Task statement - Copy out the records again. Change nothing.
### Data to use ###
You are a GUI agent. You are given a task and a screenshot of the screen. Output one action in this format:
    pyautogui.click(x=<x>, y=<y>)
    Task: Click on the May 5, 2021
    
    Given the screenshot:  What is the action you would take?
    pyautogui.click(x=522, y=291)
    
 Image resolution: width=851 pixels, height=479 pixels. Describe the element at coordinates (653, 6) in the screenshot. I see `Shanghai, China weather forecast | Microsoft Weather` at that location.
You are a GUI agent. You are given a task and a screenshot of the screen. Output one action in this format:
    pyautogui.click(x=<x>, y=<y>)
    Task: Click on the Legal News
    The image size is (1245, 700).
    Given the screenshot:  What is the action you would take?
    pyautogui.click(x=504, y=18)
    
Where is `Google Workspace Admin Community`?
###
Answer space -
You are a GUI agent. You are given a task and a screenshot of the screen. Output one action in this format:
    pyautogui.click(x=<x>, y=<y>)
    Task: Click on the May 5, 2021
    
    Given the screenshot:  What is the action you would take?
    pyautogui.click(x=522, y=291)
    
 Image resolution: width=851 pixels, height=479 pixels. Describe the element at coordinates (653, 6) in the screenshot. I see `Shanghai, China weather forecast | Microsoft Weather` at that location.
You are a GUI agent. You are given a task and a screenshot of the screen. Output one action in this format:
    pyautogui.click(x=<x>, y=<y>)
    Task: Click on the Legal News
    The image size is (1245, 700).
    Given the screenshot:  What is the action you would take?
    pyautogui.click(x=504, y=18)
    
Where is `Google Workspace Admin Community`?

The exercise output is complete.